Most services which don't support either reservations or Savings Plans simply use the unblended cost, which is default value for Stax's usage cost cost metric.

Effective Costs

Savings Plan Effective Cost is a view on a billing record where kind equals "usage". Following on from the example above where a $0.20 billing record might have an accompanying $0.05 discount, resulting in a Savings Plan Effective Cost of $0.15.

Reservation Effective Cost works similarly, taking into account upfront cost and amortizing it into an effective cost.

With Stax's Usage Mode enabled, you will see a figure that amortizes the Savings Plans and Reservation costs. Whether using Stax's Usage Mode, or the Data page's "Total Usage Cost" column, it will represent the cost of usage.
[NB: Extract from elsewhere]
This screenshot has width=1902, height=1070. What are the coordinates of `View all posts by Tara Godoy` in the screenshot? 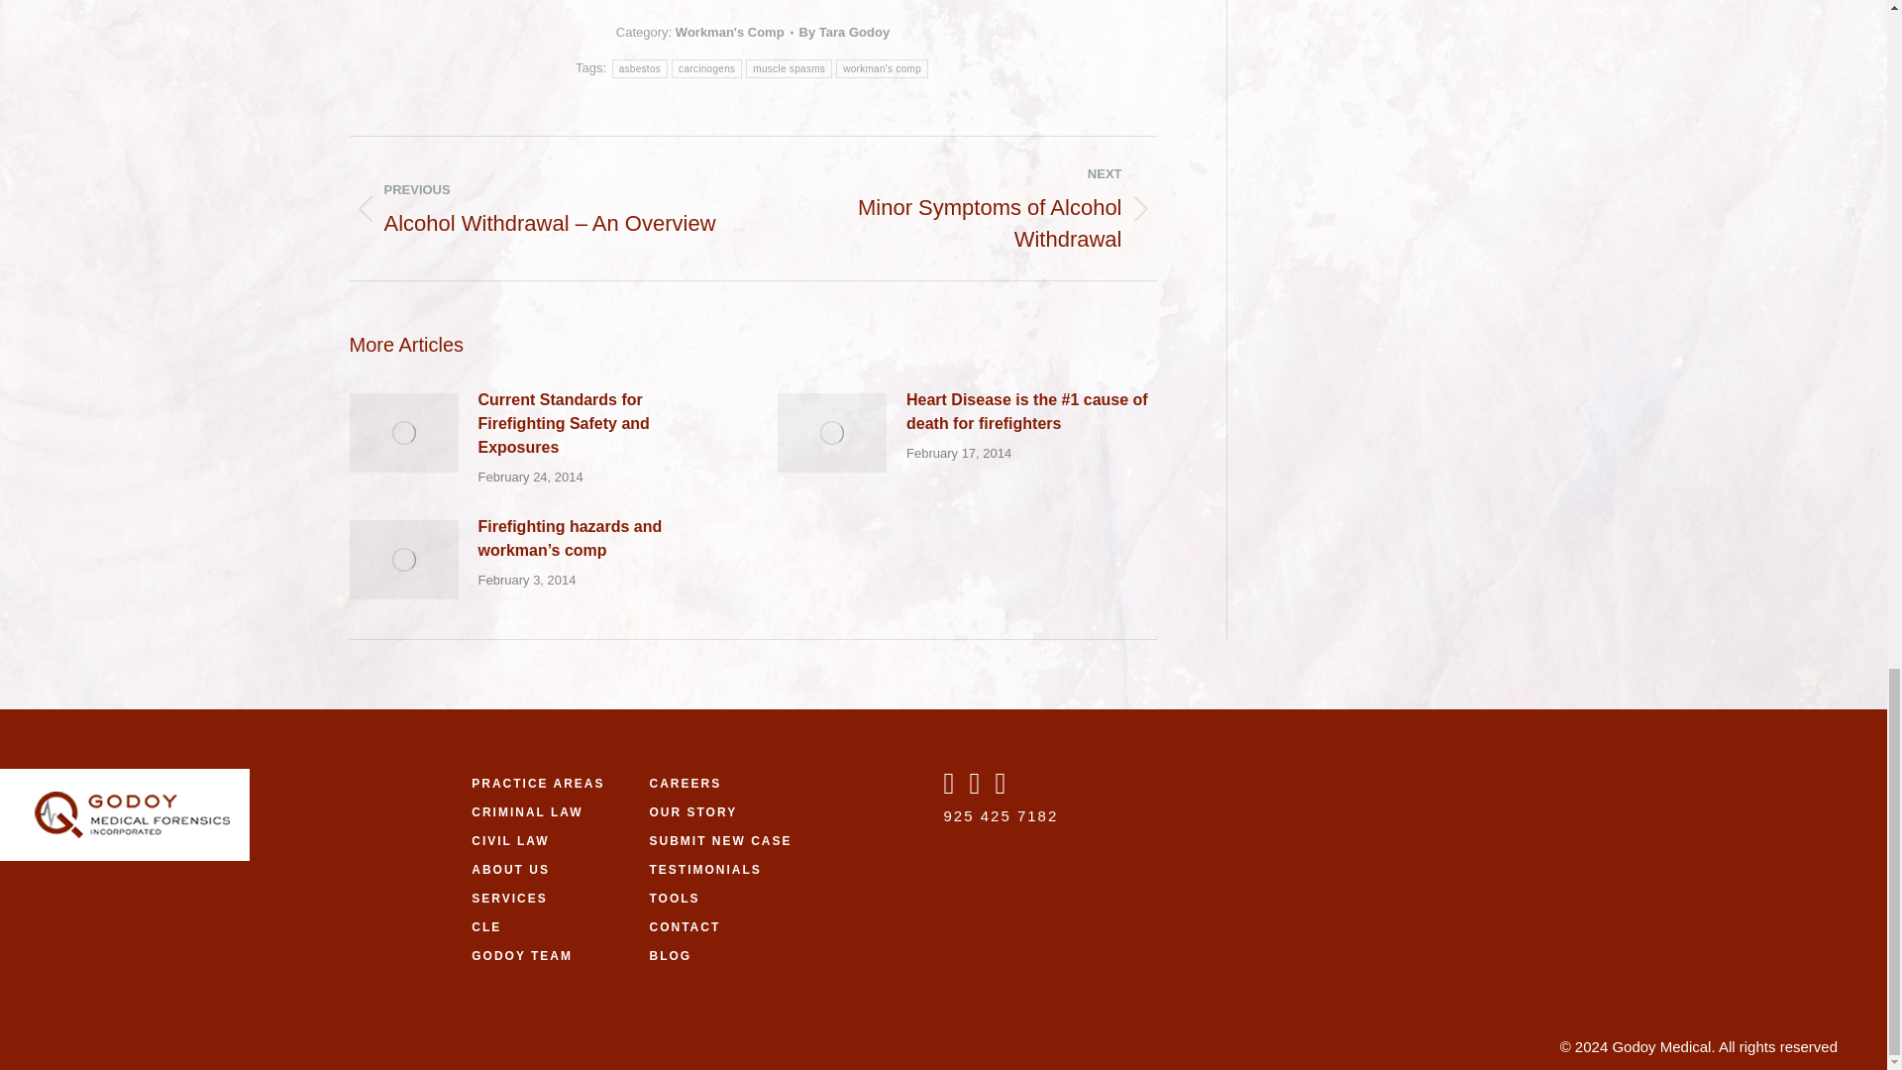 It's located at (844, 33).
With Financial Mode enabled, Stax performs little processing of the cost data itself. The broken out, processed data from the billing report is shown. Discounts from Savings Plans (kind is "credit" and payment_option_code is "savings_plan") and reservation usage costs (kind is "reservation") will be separated.

On the Data page, grouping by "Kind" will show the Sum of Financial Cost column. This will equal what is represented on the AWS bill. The Sum of Usage Cost will not necessarily be suitable, as it shows both discounts and added costs amortized into the usage cost for each billing record.

Considerations

A side effect of the usage cost metric using the effective cost values from Amazon's Cost and Usage Report is that costs can be moved around accounts. This can occur when AWS applies Savings Plans. This can result in representing financial costs that are not present in the current month.

Using the Data Page

On the Data page you can view and filter all kinds of billing records.

Usage Mode is equivalent to filtering to show only records where kind is "usage", and then grouping by "kind". The values in the Total Usage Cost will match those of Usage Mode.

Financial Mode is equivalent to grouping by "kind" with no filter. The values in the Total Financial Cost column will match those of Financial Mode.